Was SARS no big deal, because it didn't hit hard here? Ebola? Swine flu?

Or do we have a locality bias, that lets us discount hazards that have not surfaced locally, within our lifetimes? A bias that allows us to emotionally distance ourselves from bad things happening to people we don't know, and don't intend to know? Could these biases be good for us in an evolutionary biology kind of way? And if so, would they be appropriate responses in our current environment?

But I agree that locally, this could be no big deal. And I think the odds of that are pretty good. I'm hoping for the teacup solution, since that's about all we have.

This virus will either be terrible at a distance, or terrible locally and at a distance. There doesn't seem to be much room for middle ground on this one.
What's with the bravado in the face of this i have no idea.
https://m.youtube.com/watch?v=ee6-sI9rdtA

When I see people whistling in the dark, this scene goes through my mind. Perhaps not accurate, but it puts a smile on my face, all the same. ;)

AnalyticalEngine
Posts: 962
Joined: Sun Sep 02, 2018 11:57 am

Re: Wuhan Coronavirus

Post by AnalyticalEngine »

The lockdown in Wuhan is making me wonder how a similar situation would play out in the US, at least economically. The thing about China is despite being a poorer country, they have a much higher personal savings rate. Even 50% wouldn't be uncommon there. Meanwhile Americans enjoy living paycheck to paycheck. Which means a Wuhan-style lockdown would put a greater financial strain on American households than Chinese households.

thrifty++
Posts: 1171
Joined: Sat May 23, 2015 3:46 pm

Re: Wuhan Coronavirus

Post by thrifty++ »

Im starting to feel less concerned about the coronavirus than I was before. This is because I was initially looking at the SARS virus which seemed minor in comparison to it, despite being classified as a pandemic.

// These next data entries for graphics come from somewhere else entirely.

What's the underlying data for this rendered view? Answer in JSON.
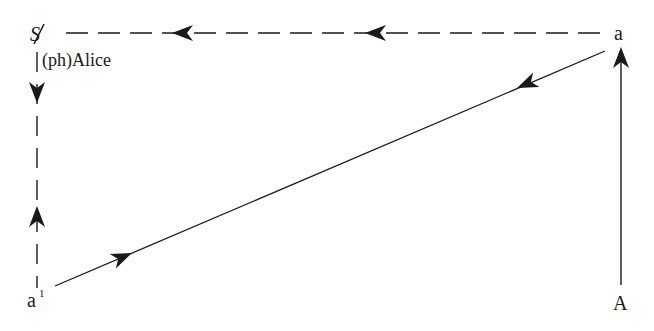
{
  "diagram": {
    "type": "schema-L",
    "nodes": {
      "top_left": {
        "symbol": "S",
        "barred": true,
        "caption": "(ph)Alice"
      },
      "top_right": {
        "label": "a"
      },
      "bottom_left": {
        "label": "a",
        "superscript": "1"
      },
      "bottom_right": {
        "label": "A"
      }
    },
    "edges": [
      {
        "id": "top",
        "from": "a",
        "to": "S (barred)",
        "style": "dashed",
        "arrowheads": 2,
        "direction": "left"
      },
      {
        "id": "left",
        "from": "S (barred)",
        "to": "a1",
        "style": "dashed",
        "arrowheads": "one down, one up",
        "direction": "both"
      },
      {
        "id": "diagonal",
        "from": "a1",
        "to": "a",
        "style": "solid",
        "arrowheads": "one toward a, one toward a1",
        "direction": "both"
      },
      {
        "id": "right",
        "from": "A",
        "to": "a",
        "style": "solid",
        "arrowheads": 1,
        "direction": "up"
      }
    ],
    "colors": {
      "ink": "#1a1a1a",
      "background": "#ffffff"
    }
  }
}
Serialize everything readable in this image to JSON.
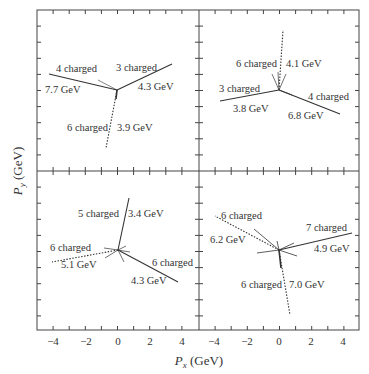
{
  "chart_data": {
    "type": "scatter",
    "xlabel": "P_x (GeV)",
    "ylabel": "P_y (GeV)",
    "xlim": [
      -5,
      5
    ],
    "ylim": [
      -5,
      5
    ],
    "x_tick_labels": [
      "-4",
      "-2",
      "0",
      "2",
      "4"
    ],
    "grid": false,
    "panels": [
      {
        "position": "top-left",
        "jets": [
          {
            "label": "4 charged",
            "energy": "7.7 GeV",
            "end": [
              -4.2,
              1.0
            ],
            "style": "solid"
          },
          {
            "label": "3 charged",
            "energy": "4.3 GeV",
            "end": [
              3.4,
              1.6
            ],
            "style": "solid"
          },
          {
            "label": "6 charged",
            "energy": "3.9 GeV",
            "end": [
              -0.7,
              -3.6
            ],
            "style": "dotted"
          }
        ]
      },
      {
        "position": "top-right",
        "jets": [
          {
            "label": "6 charged",
            "energy": "4.1 GeV",
            "end": [
              0.25,
              3.7
            ],
            "style": "dotted"
          },
          {
            "label": "3 charged",
            "energy": "3.8 GeV",
            "end": [
              -3.6,
              -0.7
            ],
            "style": "solid"
          },
          {
            "label": "4 charged",
            "energy": "6.8 GeV",
            "end": [
              3.8,
              -1.5
            ],
            "style": "solid"
          }
        ]
      },
      {
        "position": "bottom-left",
        "jets": [
          {
            "label": "5 charged",
            "energy": "3.4 GeV",
            "end": [
              0.7,
              3.2
            ],
            "style": "solid"
          },
          {
            "label": "6 charged",
            "energy": "5.1 GeV",
            "end": [
              -4.1,
              -0.75
            ],
            "style": "dotted"
          },
          {
            "label": "6 charged",
            "energy": "4.3 GeV",
            "end": [
              3.7,
              -2.0
            ],
            "style": "solid"
          }
        ]
      },
      {
        "position": "bottom-right",
        "jets": [
          {
            "label": "6 charged",
            "energy": "6.2 GeV",
            "end": [
              -3.9,
              2.1
            ],
            "style": "dotted"
          },
          {
            "label": "7 charged",
            "energy": "4.9 GeV",
            "end": [
              4.5,
              1.05
            ],
            "style": "solid"
          },
          {
            "label": "6 charged",
            "energy": "7.0 GeV",
            "end": [
              0.7,
              -4.0
            ],
            "style": "dotted"
          }
        ]
      }
    ]
  },
  "labels": {
    "p1": {
      "a": "4 charged",
      "a_e": "7.7 GeV",
      "b": "3 charged",
      "b_e": "4.3 GeV",
      "c": "6 charged",
      "c_e": "3.9 GeV"
    },
    "p2": {
      "a": "6 charged",
      "a_e": "4.1 GeV",
      "b": "3 charged",
      "b_e": "3.8 GeV",
      "c": "4 charged",
      "c_e": "6.8 GeV"
    },
    "p3": {
      "a": "5 charged",
      "a_e": "3.4 GeV",
      "b": "6 charged",
      "b_e": "5.1 GeV",
      "c": "6 charged",
      "c_e": "4.3 GeV"
    },
    "p4": {
      "a": "6 charged",
      "a_e": "6.2 GeV",
      "b": "7 charged",
      "b_e": "4.9 GeV",
      "c": "6 charged",
      "c_e": "7.0 GeV"
    }
  },
  "axes": {
    "x_title_main": "P",
    "x_title_sub": "x",
    "x_title_unit": " (GeV)",
    "y_title_main": "P",
    "y_title_sub": "y",
    "y_title_unit": " (GeV)",
    "x_ticks": [
      "−4",
      "−2",
      "0",
      "2",
      "4"
    ]
  }
}
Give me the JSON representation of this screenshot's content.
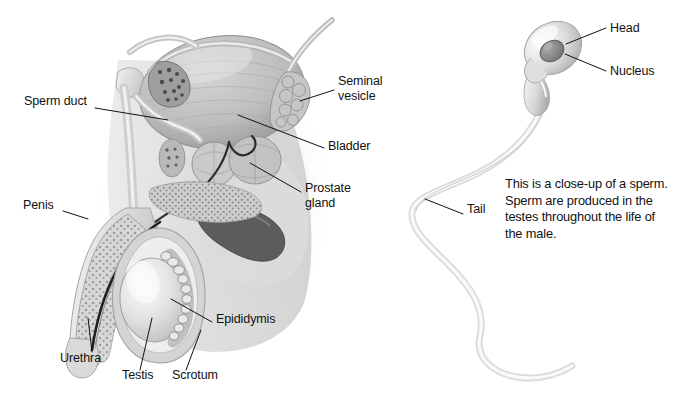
{
  "figure": {
    "background_color": "#ffffff",
    "ink_color": "#111111",
    "panels": [
      {
        "name": "male-reproductive-system-cross-section",
        "side": "left"
      },
      {
        "name": "sperm-cell-close-up",
        "side": "right"
      }
    ]
  },
  "anatomy_labels": [
    {
      "id": "sperm-duct",
      "text": "Sperm duct",
      "x": 24,
      "y": 101,
      "align": "left",
      "leader": "M95,108 L168,120"
    },
    {
      "id": "seminal-vesicle",
      "text": "Seminal\nvesicle",
      "x": 338,
      "y": 81,
      "align": "left",
      "leader": "M334,90 L300,101"
    },
    {
      "id": "bladder",
      "text": "Bladder",
      "x": 328,
      "y": 146,
      "align": "left",
      "leader": "M324,148 L238,115"
    },
    {
      "id": "prostate-gland",
      "text": "Prostate\ngland",
      "x": 305,
      "y": 188,
      "align": "left",
      "leader": "M301,192 L250,163"
    },
    {
      "id": "penis",
      "text": "Penis",
      "x": 23,
      "y": 205,
      "align": "left",
      "leader": "M63,211 L88,219"
    },
    {
      "id": "epididymis",
      "text": "Epididymis",
      "x": 216,
      "y": 319,
      "align": "left",
      "leader": "M212,322 L171,299"
    },
    {
      "id": "urethra",
      "text": "Urethra",
      "x": 60,
      "y": 358,
      "align": "left",
      "leader": "M92,352 L88,318"
    },
    {
      "id": "testis",
      "text": "Testis",
      "x": 122,
      "y": 375,
      "align": "left",
      "leader": "M140,370 L152,318"
    },
    {
      "id": "scrotum",
      "text": "Scrotum",
      "x": 172,
      "y": 375,
      "align": "left",
      "leader": "M186,370 L201,330"
    }
  ],
  "sperm_labels": [
    {
      "id": "head",
      "text": "Head",
      "x": 610,
      "y": 21,
      "align": "left",
      "leader": "M606,28 L566,44"
    },
    {
      "id": "nucleus",
      "text": "Nucleus",
      "x": 610,
      "y": 64,
      "align": "left",
      "leader": "M606,71 L565,54"
    },
    {
      "id": "tail",
      "text": "Tail",
      "x": 467,
      "y": 209,
      "align": "left",
      "leader": "M463,214 L425,199"
    }
  ],
  "caption": {
    "id": "sperm-caption",
    "lines": [
      "This is a close-up of a sperm.",
      "Sperm are produced in the",
      "testes throughout the life of",
      "the male."
    ],
    "text": "This is a close-up of a sperm. Sperm are produced in the testes throughout the life of the male."
  }
}
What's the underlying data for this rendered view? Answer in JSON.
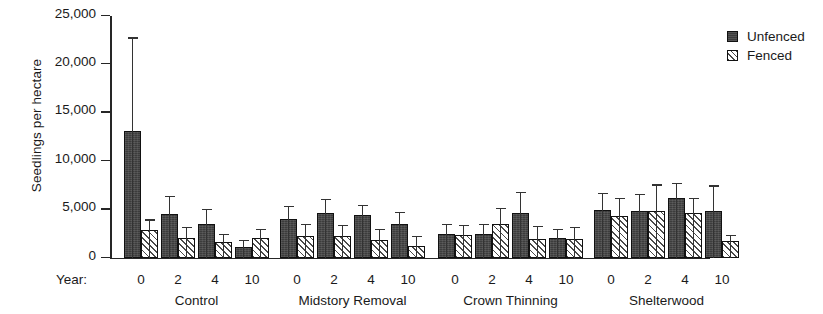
{
  "chart_data": {
    "type": "bar",
    "title": "",
    "xlabel": "Year:",
    "ylabel": "Seedlings per hectare",
    "ylim": [
      0,
      25000
    ],
    "yticks": [
      0,
      5000,
      10000,
      15000,
      20000,
      25000
    ],
    "ytick_labels": [
      "0",
      "5,000",
      "10,000",
      "15,000",
      "20,000",
      "25,000"
    ],
    "grid": false,
    "legend_position": "top-right",
    "groups": [
      "Control",
      "Midstory Removal",
      "Crown Thinning",
      "Shelterwood"
    ],
    "categories": [
      "0",
      "2",
      "4",
      "10"
    ],
    "series": [
      {
        "name": "Unfenced",
        "color": "#3c3c3c",
        "fill": "solid-dark",
        "values": [
          [
            13100,
            4500,
            3500,
            1100
          ],
          [
            4000,
            4700,
            4400,
            3500
          ],
          [
            2500,
            2500,
            4600,
            2100
          ],
          [
            5000,
            4900,
            6200,
            4900
          ]
        ],
        "errors_upper": [
          [
            22800,
            6400,
            5100,
            1900
          ],
          [
            5400,
            6100,
            5500,
            4800
          ],
          [
            3500,
            3500,
            6800,
            3000
          ],
          [
            6700,
            6600,
            7800,
            7500
          ]
        ]
      },
      {
        "name": "Fenced",
        "color": "#e9e9e9",
        "fill": "diagonal-hatch",
        "values": [
          [
            2900,
            2100,
            1700,
            2100
          ],
          [
            2300,
            2300,
            1900,
            1200
          ],
          [
            2400,
            3500,
            2000,
            2000
          ],
          [
            4300,
            4900,
            4600,
            1800
          ]
        ],
        "errors_upper": [
          [
            4000,
            3200,
            2500,
            3000
          ],
          [
            3500,
            3400,
            3000,
            2300
          ],
          [
            3400,
            5200,
            3300,
            3200
          ],
          [
            6200,
            7600,
            6200,
            2400
          ]
        ]
      }
    ]
  },
  "legend": {
    "entries": [
      {
        "label": "Unfenced",
        "swatch": "unfenced"
      },
      {
        "label": "Fenced",
        "swatch": "fenced"
      }
    ]
  },
  "axis": {
    "year_prefix": "Year:"
  }
}
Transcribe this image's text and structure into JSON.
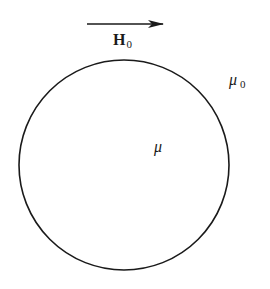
{
  "diagram": {
    "field_label": {
      "main": "H",
      "subscript": "0"
    },
    "outer_medium_label": {
      "symbol": "μ",
      "subscript": "0"
    },
    "inner_medium_label": {
      "symbol": "μ"
    },
    "arrow": {
      "direction": "right",
      "x1": 87,
      "y": 24,
      "x2": 163
    },
    "sphere": {
      "cx": 124,
      "cy": 165,
      "r": 105
    },
    "colors": {
      "stroke": "#1a1a1a",
      "background": "#ffffff"
    }
  }
}
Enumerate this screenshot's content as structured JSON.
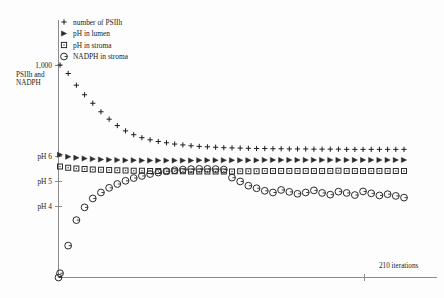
{
  "chart_data": {
    "type": "scatter",
    "title": "",
    "xlabel": "210 iterations",
    "ylabel_top": "1,000",
    "ylabel_top_sub": "PSIIh and NADPH",
    "grid": false,
    "legend_position": "top-left",
    "xlim": [
      0,
      210
    ],
    "x_tick_labels": [
      "210 iterations"
    ],
    "y_tick_labels": [
      "1,000",
      "pH 6",
      "pH 5",
      "pH 4"
    ],
    "y_axis_note": "dual axis: counts (PSIIh and NADPH) and pH",
    "x": [
      0,
      5,
      10,
      15,
      20,
      25,
      30,
      35,
      40,
      45,
      50,
      55,
      60,
      65,
      70,
      75,
      80,
      85,
      90,
      95,
      100,
      105,
      110,
      115,
      120,
      125,
      130,
      135,
      140,
      145,
      150,
      155,
      160,
      165,
      170,
      175,
      180,
      185,
      190,
      195,
      200,
      205,
      210
    ],
    "series": [
      {
        "name": "number of PSIIh",
        "marker": "plus",
        "values": [
          1000,
          960,
          905,
          860,
          820,
          780,
          745,
          715,
          690,
          672,
          658,
          648,
          640,
          634,
          628,
          624,
          620,
          617,
          615,
          613,
          611,
          610,
          609,
          608,
          607,
          607,
          606,
          606,
          605,
          605,
          605,
          604,
          604,
          604,
          604,
          603,
          603,
          603,
          603,
          603,
          603,
          603,
          603
        ]
      },
      {
        "name": "pH in lumen",
        "marker": "triangle-right",
        "values": [
          6.05,
          5.97,
          5.93,
          5.9,
          5.88,
          5.86,
          5.85,
          5.84,
          5.83,
          5.83,
          5.82,
          5.82,
          5.82,
          5.82,
          5.82,
          5.82,
          5.82,
          5.83,
          5.83,
          5.83,
          5.83,
          5.83,
          5.83,
          5.83,
          5.83,
          5.84,
          5.84,
          5.84,
          5.84,
          5.84,
          5.84,
          5.84,
          5.84,
          5.84,
          5.84,
          5.84,
          5.84,
          5.84,
          5.84,
          5.84,
          5.84,
          5.84,
          5.84
        ]
      },
      {
        "name": "pH in stroma",
        "marker": "square",
        "values": [
          5.58,
          5.53,
          5.5,
          5.48,
          5.46,
          5.45,
          5.44,
          5.43,
          5.42,
          5.41,
          5.41,
          5.4,
          5.4,
          5.39,
          5.39,
          5.39,
          5.38,
          5.38,
          5.38,
          5.38,
          5.38,
          5.38,
          5.39,
          5.39,
          5.39,
          5.4,
          5.4,
          5.4,
          5.4,
          5.4,
          5.4,
          5.4,
          5.4,
          5.4,
          5.41,
          5.4,
          5.4,
          5.4,
          5.4,
          5.4,
          5.4,
          5.4,
          5.4
        ]
      },
      {
        "name": "NADPH in stroma",
        "marker": "circle",
        "values": [
          20,
          150,
          270,
          330,
          372,
          400,
          422,
          440,
          455,
          468,
          478,
          487,
          494,
          500,
          505,
          508,
          510,
          511,
          511,
          510,
          508,
          470,
          452,
          432,
          420,
          408,
          400,
          412,
          403,
          394,
          400,
          410,
          398,
          390,
          404,
          398,
          388,
          405,
          396,
          386,
          392,
          384,
          376
        ]
      }
    ]
  },
  "legend": {
    "items": [
      {
        "marker": "plus",
        "label": "number of PSIIh"
      },
      {
        "marker": "triangle-right",
        "label": "pH in lumen"
      },
      {
        "marker": "square",
        "label": "pH in stroma"
      },
      {
        "marker": "circle",
        "label": "NADPH in stroma"
      }
    ]
  },
  "axes": {
    "y_labels": [
      {
        "text": "1,000",
        "y": 65
      },
      {
        "text": "pH 6",
        "y": 156
      },
      {
        "text": "pH 5",
        "y": 181
      },
      {
        "text": "pH 4",
        "y": 206
      }
    ],
    "y_caption_line1": "PSIIh and",
    "y_caption_line2": "NADPH",
    "x_caption": "210 iterations"
  },
  "colors": {
    "background": "#fdfdfd",
    "axis": "#8a8a8a",
    "marker": "#2b2b2b",
    "text": "#1c1c1c"
  }
}
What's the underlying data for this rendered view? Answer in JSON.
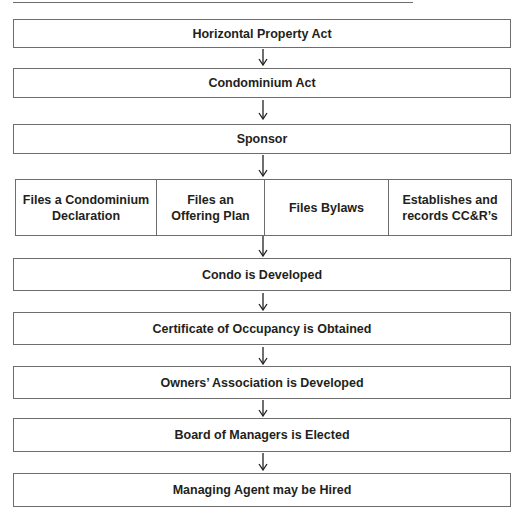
{
  "diagram": {
    "type": "flowchart",
    "direction": "top-to-bottom",
    "steps": [
      {
        "label": "Horizontal Property Act"
      },
      {
        "label": "Condominium Act"
      },
      {
        "label": "Sponsor"
      },
      {
        "label": "Condo is Developed"
      },
      {
        "label": "Certificate of Occupancy is Obtained"
      },
      {
        "label": "Owners’ Association is Developed"
      },
      {
        "label": "Board of Managers is Elected"
      },
      {
        "label": "Managing Agent may be Hired"
      }
    ],
    "sponsor_actions": [
      {
        "label": "Files a Condominium Declaration"
      },
      {
        "label": "Files an Offering Plan"
      },
      {
        "label": "Files Bylaws"
      },
      {
        "label": "Establishes and records CC&R’s"
      }
    ],
    "colors": {
      "border": "#6d6d6d",
      "text": "#231f20",
      "background": "#ffffff"
    }
  }
}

But now I have looked at the 2009 swine flu pandemic, which is a more recent comparison and which I actually contracted. Looking at the numbers it looked far more significant than the progress of the coronavirus - so far to be fair. But, the swine flu is estimated to have infected something like 11 to 20% of the global population and killed between 150k to 500k people. Despite this being a much larger scale fallout I don't remember seeing so much hype and hysteria about it. Although I remember it clearly. But there was so much less hysteria. At least it seemed that way to me. I think the internet has grown since then and perpetuates more hysteria about global issues. I used to spend hardly any time on the net. Now like most people, I am constantly plugged in and looking out for all the latest alerts and updates on anything. 2009 seems a little bit like the stone age of the internet to me now in retrospect.

Riggerjack
Posts: 3191
Joined: Thu Jul 14, 2011 3:09 am

Re: Wuhan Coronavirus

Post by Riggerjack »

2009 seems a little bit like the stone age of the internet to me now in retrospect.
Try looking into the internet way back machine, to see how advanced 2009 was.

Things were a lot different when "lightning fast 14.4k!" on the side of the box was legit marketing of PC components... And dial up was a real service, not a curse.